Thursday, February 23, 2006

Where's the credit card in my faith wallet?

No where...there isn't such a thing. What are the signs I see that I live in a faithless day:
1) We live deeply on the power of credit. We "borrow" against tomorrow to make things the way we want to see them today. The only thing we believe about tomorrow is that somehow we'll find a way to pay for our faithless today in that dim later-time. What a metaphor for spiritual life the credit card is, and we don't see it at all. What a metaphor that this system of credit is starting to have its problems. (Even psychics become a charge card of this type. "I want to have sitting in front of my today eyes information about days that do not currently exist and whose buying power has not yet been established.")
2) Our knowledge abounds. My thought rambling here is prompted by a little story I once read that comes back to mind as I muse on this topic. It is from a book called The Case for Faith. In it, forgive my paraphrase, a theologian is asked to explain faith. The theologian holds out a clenched fist. "What do you think is in my hand?" The reporter takes a guess. The theologian says, "That is your opinion. But suppose I tell you that I have a quarter in my hand. You will either believe me or not. That is faith. Want to see me kill your faith?" He opens his hand to reveal the quarter. "Now you have knowledge. Your faith is no longer a factor." We know very much; and have need to believe very little.
3) We're grave-diggers. We worship gods that are only Ancient...and it is no matter what god-name we use; no matter what "prophet" we laud. We fight and kill to protect something dry as dust...we still have our idols, we just don't recognize them as such. The testimony of God's servants: it is all from the remote past. None of these Gods breathe on our necks today, none of these prophets give us chills at the newness of their mystifying messages. Basically, we direct our own steps by our interpretation of the inspiration of ancients. Nothing personal really, nothing new. Just looking for ways to keep an old story pertinent. Scrapping to keep the new wine in old wineskins. Heaven help us if God wanted to reveal that the story had plot twists that we hadn't already anticipated for centuries. Christ Himself asked whether He'd find faith when He returned. No wonder He'd raise the question. Prophets said the paradox of end days would be that people would not think of God as doing either good or bad, but simply that He would not be doing anything at all. Paradox because that's when He would come in with a fierceness. Christ said of this same generation that while they may not have been the ones to kill the prophets, they would none the less build those prophets' tombs...bury the messages that reveal anything new. Bury by selective vision; bury with glazed eyes that skim quickly over things that should be blinding in their brilliance; bury because this is, after all, not the age of revelation...those days are long past.

We're caught in a trap of having "a form of godliness, but none of the power thereof..." which is the most tragic thing about ditching our faith.
Put your moon and your stars in the sky, O God...so that the treasures hidden in this age of darkness will even yet be found!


**Work task:** Your task is to transcribe, word for word, the line containing "What's the underlying" and all lines that follow it to the end of the entries. Leave out the pictures.

**Supplied entries:**
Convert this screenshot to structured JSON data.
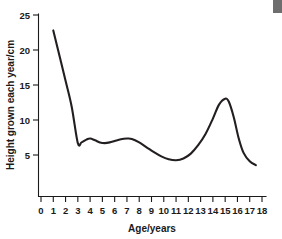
{
  "chart_data": {
    "type": "line",
    "title": "",
    "xlabel": "Age/years",
    "ylabel": "Height grown each year/cm",
    "xlim": [
      0,
      18
    ],
    "ylim": [
      0,
      25
    ],
    "grid": false,
    "legend": null,
    "x_ticks": [
      "0",
      "1",
      "2",
      "3",
      "4",
      "5",
      "6",
      "7",
      "8",
      "9",
      "10",
      "11",
      "12",
      "13",
      "14",
      "15",
      "16",
      "17",
      "18"
    ],
    "y_ticks": [
      "5",
      "10",
      "15",
      "20",
      "25"
    ],
    "series": [
      {
        "name": "Growth velocity",
        "color": "#231f20",
        "x": [
          1.0,
          1.5,
          2.0,
          2.5,
          3.0,
          3.3,
          3.7,
          4.0,
          4.4,
          4.8,
          5.2,
          5.6,
          6.0,
          6.5,
          7.0,
          7.4,
          8.0,
          8.6,
          9.2,
          9.8,
          10.4,
          11.0,
          11.6,
          12.2,
          12.8,
          13.4,
          14.0,
          14.5,
          15.0,
          15.3,
          15.7,
          16.1,
          16.5,
          17.0,
          17.5
        ],
        "y": [
          22.8,
          19.2,
          15.6,
          11.9,
          6.7,
          6.8,
          7.2,
          7.35,
          7.1,
          6.8,
          6.7,
          6.8,
          7.0,
          7.25,
          7.35,
          7.3,
          6.8,
          6.1,
          5.4,
          4.8,
          4.4,
          4.25,
          4.5,
          5.2,
          6.4,
          8.0,
          10.2,
          12.2,
          13.05,
          12.6,
          10.4,
          7.4,
          5.3,
          4.1,
          3.55
        ]
      }
    ],
    "annotations": {
      "infant_start_value": 22.8,
      "childhood_plateau_range": [
        6.7,
        7.35
      ],
      "prepubertal_minimum": 4.25,
      "prepubertal_minimum_age": 11.0,
      "peak_height_velocity": 13.05,
      "peak_height_velocity_age": 15.0,
      "final_value": 3.55
    }
  },
  "figure": {
    "corner_mark_name": "page-corner-mark"
  }
}
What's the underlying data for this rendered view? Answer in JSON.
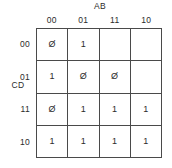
{
  "diagram": {
    "type": "karnaugh-map",
    "top_variables_label": "AB",
    "side_variables_label": "CD",
    "column_headers": [
      "00",
      "01",
      "11",
      "10"
    ],
    "row_headers": [
      "00",
      "01",
      "11",
      "10"
    ],
    "cells": [
      [
        "Ø",
        "1",
        "",
        ""
      ],
      [
        "1",
        "Ø",
        "Ø",
        ""
      ],
      [
        "Ø",
        "1",
        "1",
        "1"
      ],
      [
        "1",
        "1",
        "1",
        "1"
      ]
    ],
    "colors": {
      "grid_line": "#4a4a4a",
      "text": "#2b2b2b",
      "background": "#ffffff"
    }
  }
}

**Output of the exercise:**
What's the underlying data for this rendered view? Answer in JSON.
{
  "diagram": {
    "type": "karnaugh-map",
    "top_variables_label": "AB",
    "side_variables_label": "CD",
    "column_headers": [
      "00",
      "01",
      "11",
      "10"
    ],
    "row_headers": [
      "00",
      "01",
      "11",
      "10"
    ],
    "cells": [
      [
        "Ø",
        "1",
        "",
        ""
      ],
      [
        "1",
        "Ø",
        "Ø",
        ""
      ],
      [
        "Ø",
        "1",
        "1",
        "1"
      ],
      [
        "1",
        "1",
        "1",
        "1"
      ]
    ],
    "colors": {
      "grid_line": "#4a4a4a",
      "text": "#2b2b2b",
      "background": "#ffffff"
    }
  }
}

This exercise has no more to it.